Bailey will enter his second year of retirement when the Broncos kick off the season, but he still hears regularly from Thomas, who can tell him things he might not be able to tell coaches or teammates.

“What really gravitated me toward [Demaryius] was that he’s a South Georgia kid,” says Bailey, a Georgia native who grew up just an hour and a half north of Thomas and played his college ball at the University of Georgia. “Growing up in South Georgia, you know the type of mentality he had. Hard work, grind – I mean, that’s all you know. Because that’s all everybody around you does. So, those are his influences. Plus, you don’t have a lot of resources down there, or opportunity.

“You’re either playing sports, or you’re going to stay there the rest of your life.”

Thomas made it out. When he landed in the NFL, Bailey was waiting.

“It was more of a friendship than a mentor mentality,” says Bailey. “I didn’t really have to tell him how to work, or tell him what it means to be a professional. I just had to show him and he got it. He’s just one of those kids; he was just a little more mature than the average rookie. I wasn’t worrying about him getting in trouble or telling him how to avoid this or that; he kind of had that part figured out.”

Thomas is an old soul. Mature. Intelligent. Before being drafted, he had the 10th-highest Wonderlic score of any player at the NFL scouting combine with a score of 34 – well above the average for a wide receiver.

Following Super Bowl 50, he did not respond like the typical 29-year-old might.
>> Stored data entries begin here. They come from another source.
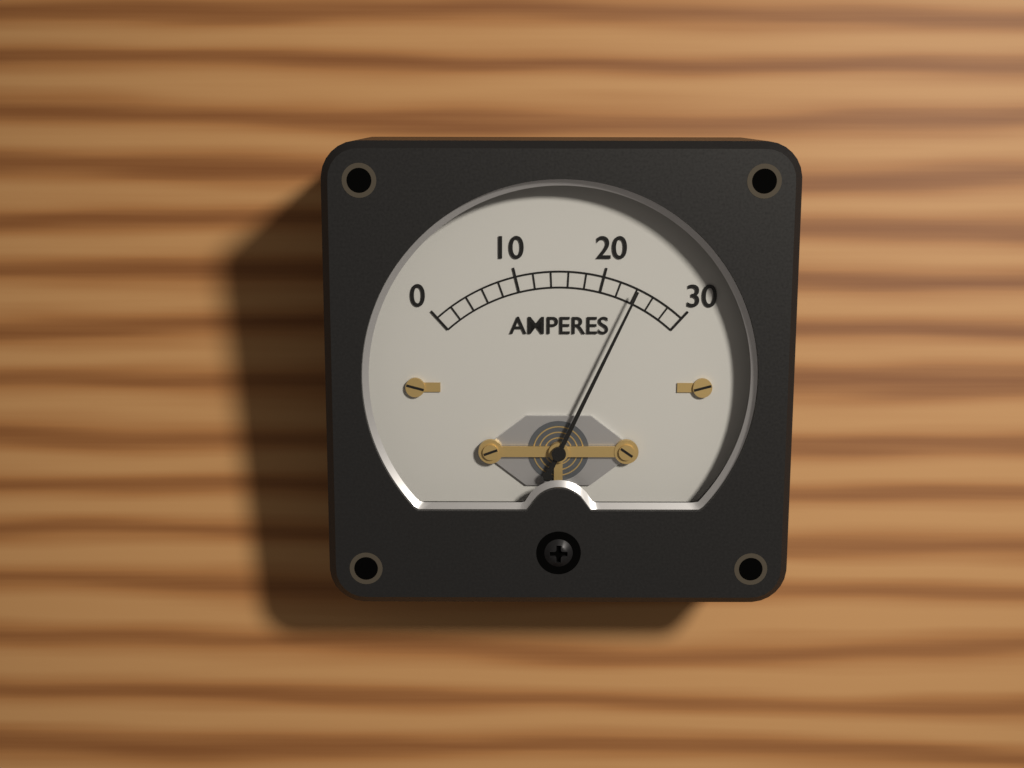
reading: 24 A
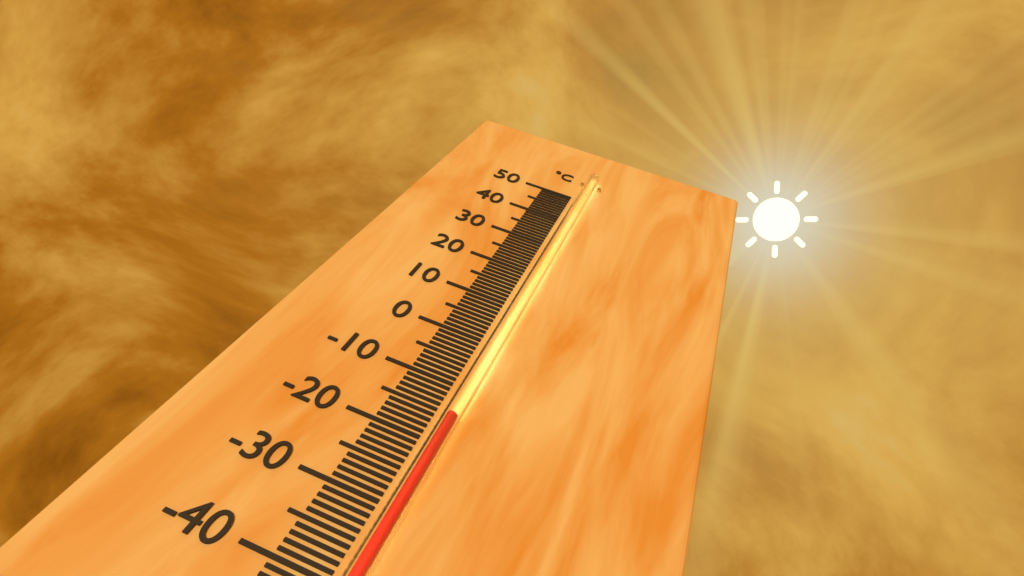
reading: -16 °C
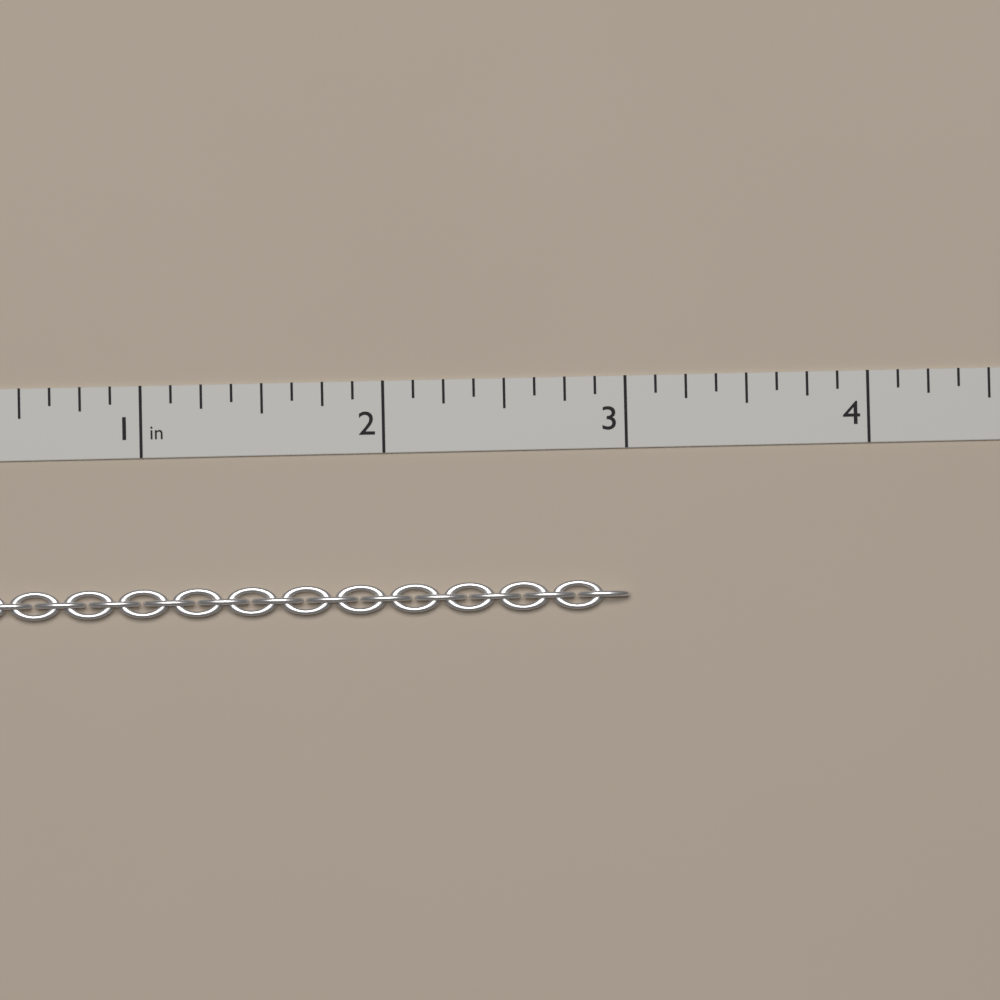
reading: 3.000 in
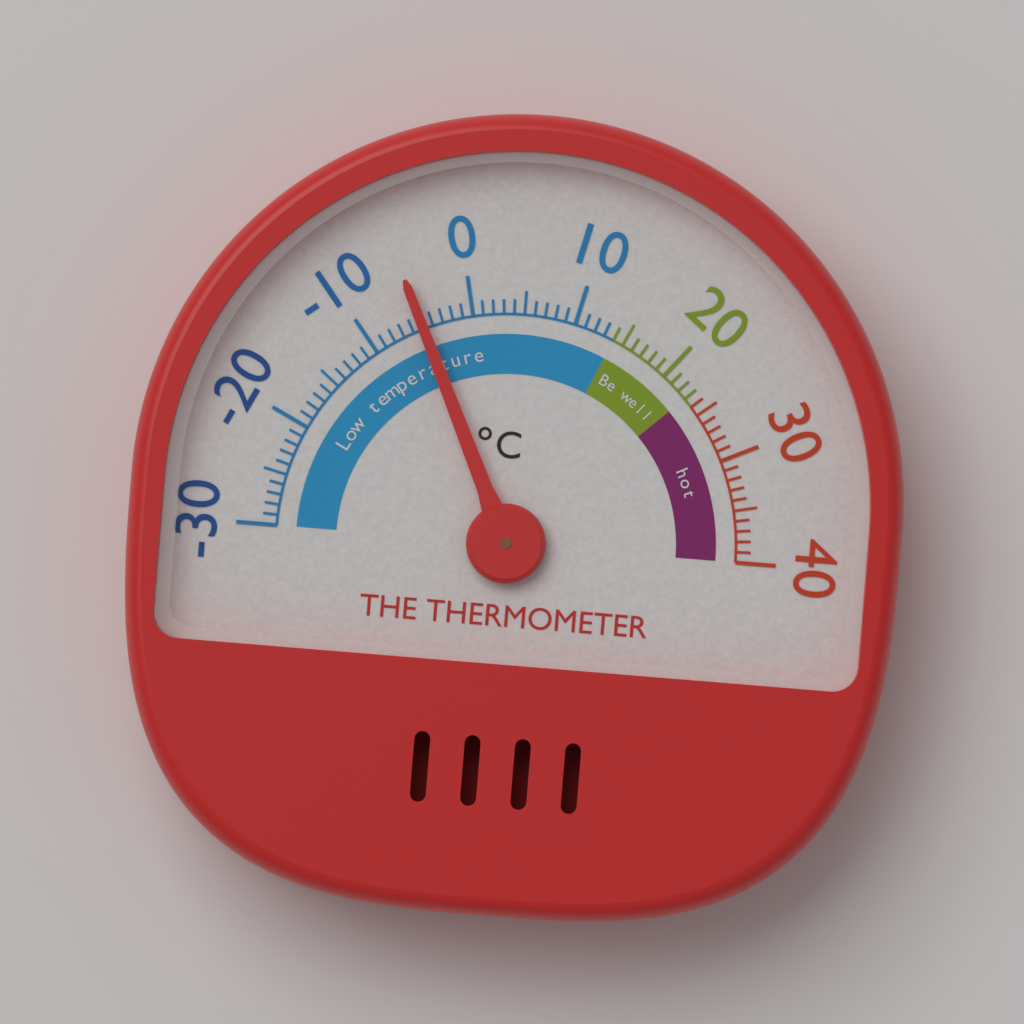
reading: -5 °C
He did not go to Las Vegas. He did not have, as Manning jokingly dubbed Von Miller’s summer, “a celebrity tour.” His trip to Africa spoke volumes of who he is and why he’s been so successful.

“In talking to Demaryius, the mind is one of the most important things,” says Ware, who grew more impressed with Thomas during their trip. “If you feed it, you get smarter, but also you make better decisions. Either you can be on the highway with everybody going the same direction, or you can be in the HOV lane, where it’s only you and the person carpooling with you – and that’s the faster way to go. That’s how we’re trying to live.”

“Tebow to Demaryius” showed the world just how fast Thomas could be. The play did not, however, immediately convince him that he would get here so fast. Ware’s HOV analogy describes more astutely how Thomas has done it.

“It’s no secret formula to him getting 1300-plus yards all these years in a row,” says Bailey. “It’s ridiculous that anybody would expect anything less, because that’s the way he prepares. He’s built that way, mentally, to handle the pressures of the NFL.”

Since he entered the league in 2010, there’s always been something to overcome – injuries, a lawsuit involving teammate Perrish Cox, offenses, expectations, a belief that he and his team were “soft” following Super Bowl XLVIII, the death of his grandmother on the eve of training camp 2014, contract distractions. As Bailey says, “There’s always something.”

Eleven drops and adjusting to a new quarterback? Add them to the list. They are challenges that, if history is an indicator, Thomas will meet.

“He’s one of those guys who has a big heart,” says Ware. “But he also has the tenacity to come out here and prove a point – that he deserves this.

“He started from the bottom of the barrel and crawled out of there.”